Valentine, behind the causeway, in the shadow and the silence, passed unquestioned; but Elisha was frequently hailed by some vigilant member of the voluntary police. If personally known to the questioner, he was allowed to pass; if not, he was required to show his papers; a light had to be struck to examine them, and all this took up so much time, that although Elisha had the high road to walk upon, and Valentine the swamp to wade through, the latter far outstripped the former, and arrived first at the bridge over the A—— River.
To cross this bridge was the only means from this direction of reaching the city; but the bridge was guarded at both ends by the patrol, or voluntary police; to elude their vigilance was the only desperate part of Valentine's undertaking.
The river was broad, deep and strong in current; no one had ever dreamed of the feat of swimming across it. It was bordered on this side by a marsh so deep that, in the attempt to pass it, a man of moderate size and strength must have been swallowed up.
The bridge was a continuation of the road and causeway, flanked by parapets extending across the river, and joining the road on the opposite side.
Valentine never thought of the impossible feat of wading the marsh and swimming the river, neither did he dream of attempting to cross the bridge in the very face of the patrol guard that twice before had arrested him; but he projected a scheme almost equally wild and hopeless. This plan was to cross the river by clambering along the water side of this parapet—a plan involving less risk of discovery by the patrol, certainly—but undertaken at the most imminent peril of death, by losing hold and dropping into the river below.
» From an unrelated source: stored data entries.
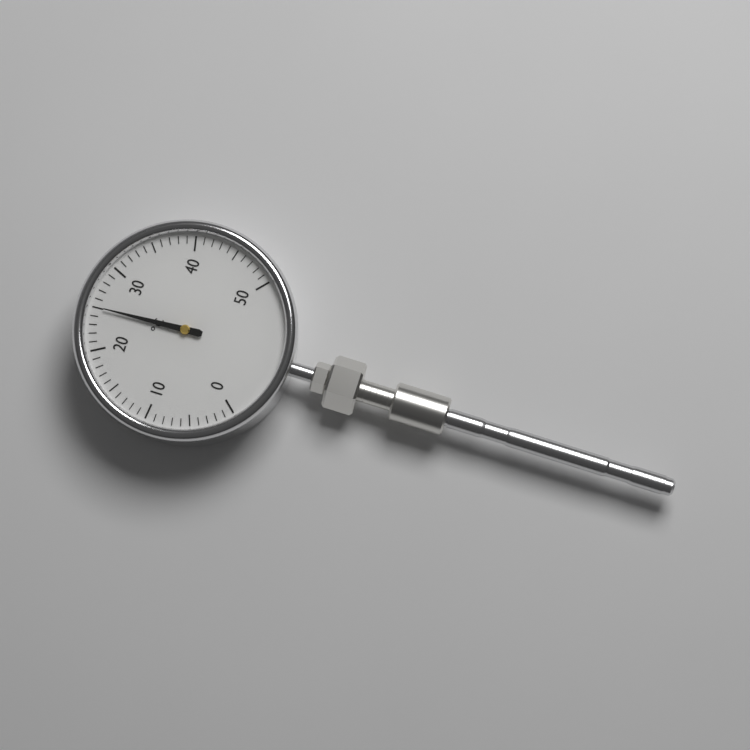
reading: 25 °C
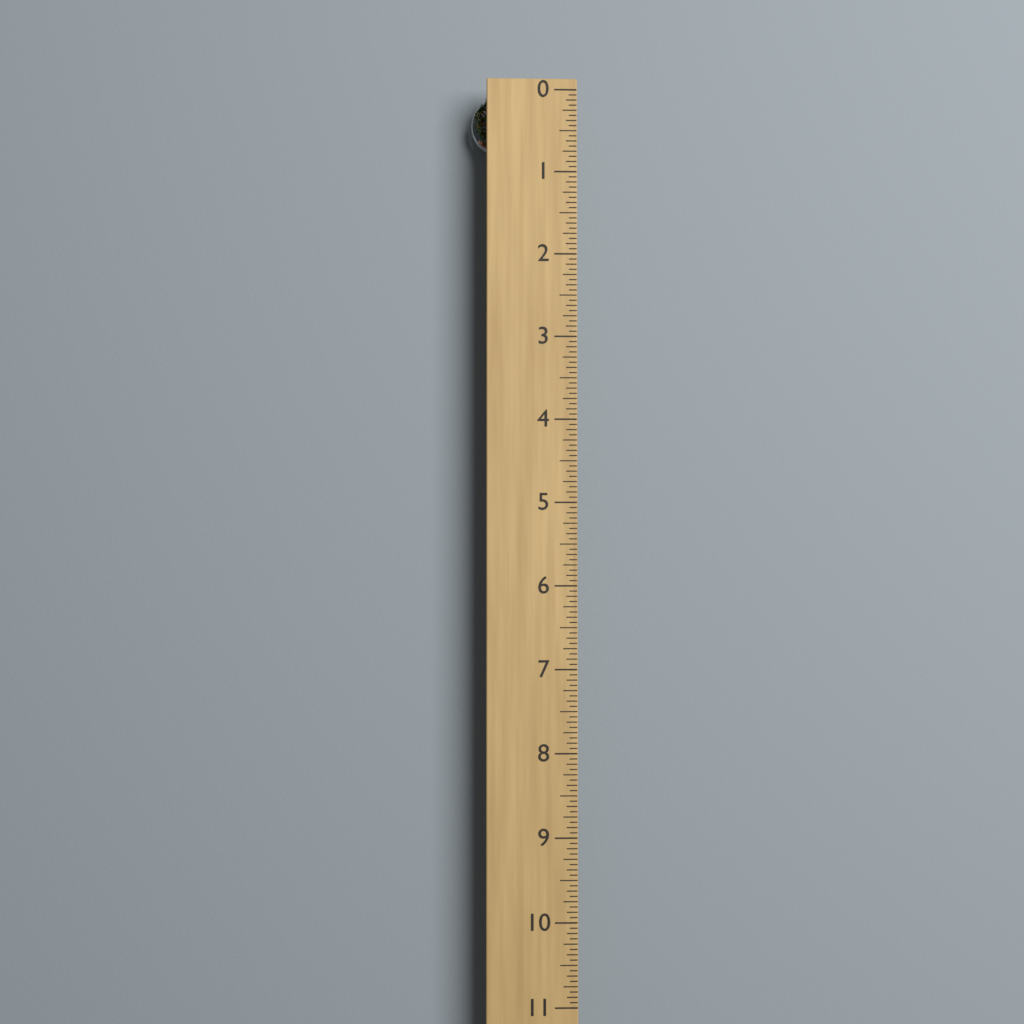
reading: 0.6875 (no unit)
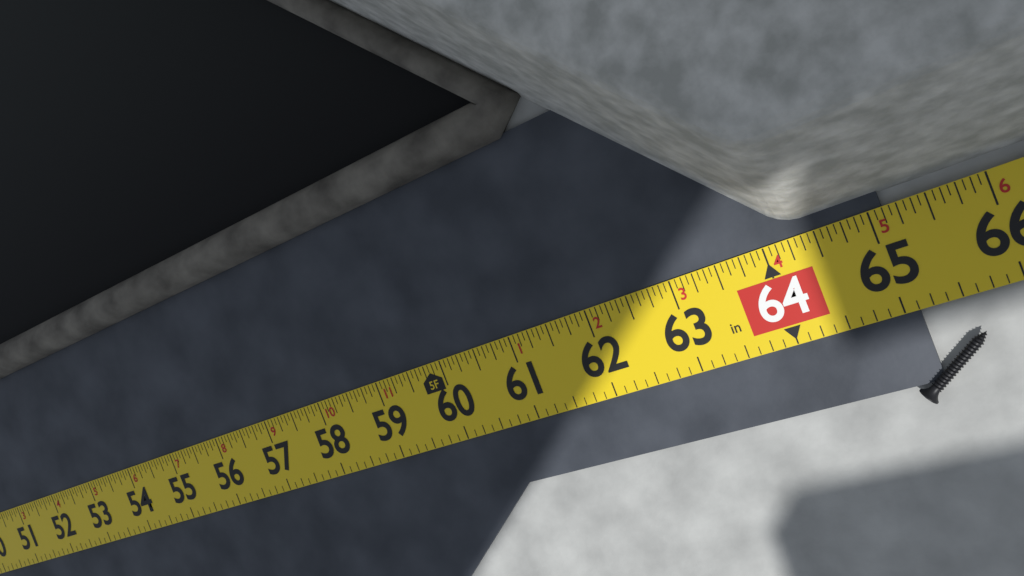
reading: 65.1250 in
Valentine waded on through the cypress swamp, until the trees grew more sparsely, and the mud under the water became deeper and more treacherous as it merged into the marsh nearest the river.
The poor fellow then clambered along, now on the broken causeway, his eyes all on fire with vigilance, and now dropping down into the swamp, and so in more peril and difficulty he went on, until he reached the place where the marsh merged into the river, and the road and causeway into the bridge and parapet.
Here he heard the patrol guard in their little guard-house laughing and talking over their drink, for they, too, had to keep the pestilence at bay with alcohol.
Here he attempted to gain the parapet, and in doing so, set in motion some alarm bell, at whose first peals he found himself suddenly surrounded, and in the hands of the patrol.
"My good fellow, that feat has been tried once before, so we prepared for the second, you understand," said one of his captors.